I’ve maintained for years that there is a conspiracy against those of us in the second half of the alphabet.  I’m a ‘W’ and I suffer particularly badly.  I’m always the last in any queue and I was always the last to be seen at interviews when the panel were tired, bored and irritable.
This fact, the fact I’m going to astound you with now, reinforces the anomaly in the Shadow Cabinet election:
Only 5 of the 57 MPs who stood for election to the Shadow Cabinet were in the N – Z half. Just 9%!
If this pattern is reflected throughout all 258 of the Labour MPs there is something seriously odd going on.  Nationally, the surname split is roughly 60% to 40% A – M, N - Z.
It also goes to show just how unpopular Diane Abbott is among fellow MPs.  Despite being a woman and having a surname that comes first in every alphabetical list except for one with “Jimmy Aardvark” in it, she failed to be elected to the shadow cabinet.
Maybe this clear, obvious and certainly non-democratic process begins right at the start of the selection process.  If I could be bothered, I would find out and try to do something about it - but I can’t so I won’t.
I knew it!  I’m not paranoid after all.  There really has been a conspiracy against me for all these years.  This explains a number of other things too.  
As I told you on May 9th, in “A rose by any other name”, Caroline didn’t change her name when we married.  She came up with some socio-feminist garbage at the time to explain why but I don’t remember what it was as I wasn’t really listening.
Now the truth is out.  She still has a career to think about.  Why would she jeopardise everything by changing her name from Caroline D to Caroline W?  Many things she is but stupid, she ain’t.
Of course, having a surname that starts with a top letter isn’t always a good thing.  When I was at school I was taught biology by Mr Basterd.  We all realised that this was an unusual surname but I never, in the 8 years that I was at that school, heard any student say anything at all about it. We always referred to him as, “Charlie”. 
Maybe that says something about teenagers in Suffolk in the sixties. Actually, I’m sure that it does because there was a boy in my class called Vincent Drury and I cannot remember any comment ever being made when we all had to initial some list or other.
I was told that Charlie Basterd’s father changed his will and left everything to him because, unlike his brothers, he had not altered his name.  Actually, that’s not entirely true because someone told me that he was christened "Cecil.”
My father, who was a colleague of Charlie, told me that when he proposed to Betty Hogg, his line was, “Hogg?  That’s a nasty name. Why don’t we change it?”
I’ve always wished that my surname were “Armitage”.  I remember reading “The Children of the New Forest” when I was about eight and thinking that “Armitage”, the forester’s surname, was really nice.
One of my relatives has done a lot of research into the Wilton name and it appears that my lot were all Egertons until some 250 years ago when one of them did something really awful and changed his name to Wilton to mitigate the resulting scandal.

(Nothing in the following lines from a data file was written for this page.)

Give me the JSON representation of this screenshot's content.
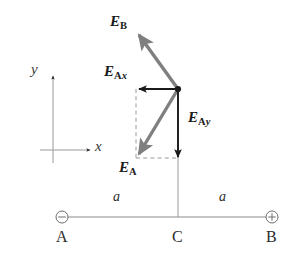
{
  "figure": {
    "width": 301,
    "height": 257,
    "background": "#ffffff"
  },
  "colors": {
    "resultant_vector": "#7f7f7f",
    "component_vector": "#1a1a1a",
    "construction_line": "#9a9a9a",
    "dashed_guide": "#9a9a9a",
    "text": "#1a1a1a",
    "baseline": "#8c8c8c"
  },
  "axes": {
    "x_label": "x",
    "y_label": "y",
    "x_axis_name": "x-axis-arrow",
    "y_axis_name": "y-axis-arrow",
    "origin": {
      "x": 53,
      "y": 150
    }
  },
  "vectors": [
    {
      "id": "E_B",
      "label_main": "E",
      "label_sub": "B",
      "label_sub_italic": "",
      "color": "#7f7f7f",
      "style": "solid",
      "from": {
        "x": 178,
        "y": 89
      },
      "to": {
        "x": 137,
        "y": 32
      },
      "description": "Field at C due to positive charge B, directed away from B (up and to the left)"
    },
    {
      "id": "E_A",
      "label_main": "E",
      "label_sub": "A",
      "label_sub_italic": "",
      "color": "#7f7f7f",
      "style": "solid",
      "from": {
        "x": 178,
        "y": 89
      },
      "to": {
        "x": 136,
        "y": 158
      },
      "description": "Field at C due to negative charge A, directed toward A (down and to the left)"
    },
    {
      "id": "E_Ax",
      "label_main": "E",
      "label_sub": "A",
      "label_sub_italic": "x",
      "color": "#1a1a1a",
      "style": "solid",
      "from": {
        "x": 178,
        "y": 89
      },
      "to": {
        "x": 136,
        "y": 89
      },
      "description": "Horizontal component of E_A, pointing in the negative x direction"
    },
    {
      "id": "E_Ay",
      "label_main": "E",
      "label_sub": "A",
      "label_sub_italic": "y",
      "color": "#1a1a1a",
      "style": "solid",
      "from": {
        "x": 178,
        "y": 89
      },
      "to": {
        "x": 178,
        "y": 160
      },
      "description": "Vertical component of E_A, pointing in the negative y direction"
    }
  ],
  "labels": {
    "E_B": {
      "text_main": "E",
      "sub": "B",
      "x": 110,
      "y": 14
    },
    "E_Ax": {
      "text_main": "E",
      "sub": "A",
      "sub_ital": "x",
      "x": 104,
      "y": 64
    },
    "E_Ay": {
      "text_main": "E",
      "sub": "A",
      "sub_ital": "y",
      "x": 188,
      "y": 110
    },
    "E_A": {
      "text_main": "E",
      "sub": "A",
      "x": 119,
      "y": 160
    },
    "axis_y": {
      "text": "y",
      "x": 31,
      "y": 62
    },
    "axis_x": {
      "text": "x",
      "x": 95,
      "y": 139
    }
  },
  "charges": [
    {
      "id": "A",
      "name": "charge-a",
      "label": "A",
      "sign": "-",
      "symbol": "minus-in-circle",
      "x": 62,
      "y": 217,
      "label_x": 62,
      "label_y": 231
    },
    {
      "id": "B",
      "name": "charge-b",
      "label": "B",
      "sign": "+",
      "symbol": "plus-in-circle",
      "x": 272,
      "y": 217,
      "label_x": 272,
      "label_y": 231
    }
  ],
  "point_c": {
    "label": "C",
    "x": 178,
    "y": 217,
    "label_x": 178,
    "label_y": 231,
    "description": "Midpoint between charges A and B where the field is evaluated"
  },
  "distances": [
    {
      "label": "a",
      "x": 120,
      "y": 190,
      "between": "A to C"
    },
    {
      "label": "a",
      "x": 225,
      "y": 190,
      "between": "C to B"
    }
  ],
  "guides": {
    "dashed_rect": {
      "left": 136,
      "right": 178,
      "top": 89,
      "bottom": 158,
      "description": "Dashed construction rectangle showing the x and y components of E_A"
    },
    "vertical_stem": {
      "x": 178,
      "from_y": 89,
      "to_y": 217,
      "description": "Thin line joining point C to the vector origin"
    },
    "baseline": {
      "y": 217,
      "from_x": 62,
      "to_x": 272
    }
  }
}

If my surname were Egerton, I may not have been called Terry.  I think that Eddie Egerton has a good ring to it.  I wonder if my life would have been any different had I been called Eddie Egerton.  I hope not.
*******
In case you’re wondering whether lion poo works and I know you are, it does!  Since Caroline (I decided that it was a job for a woman) scattered some around our garden, we have had no more fox droppings. 


1 comment:

  1. I've always loved having AB as my initials - I suspect there is something in what you say!!!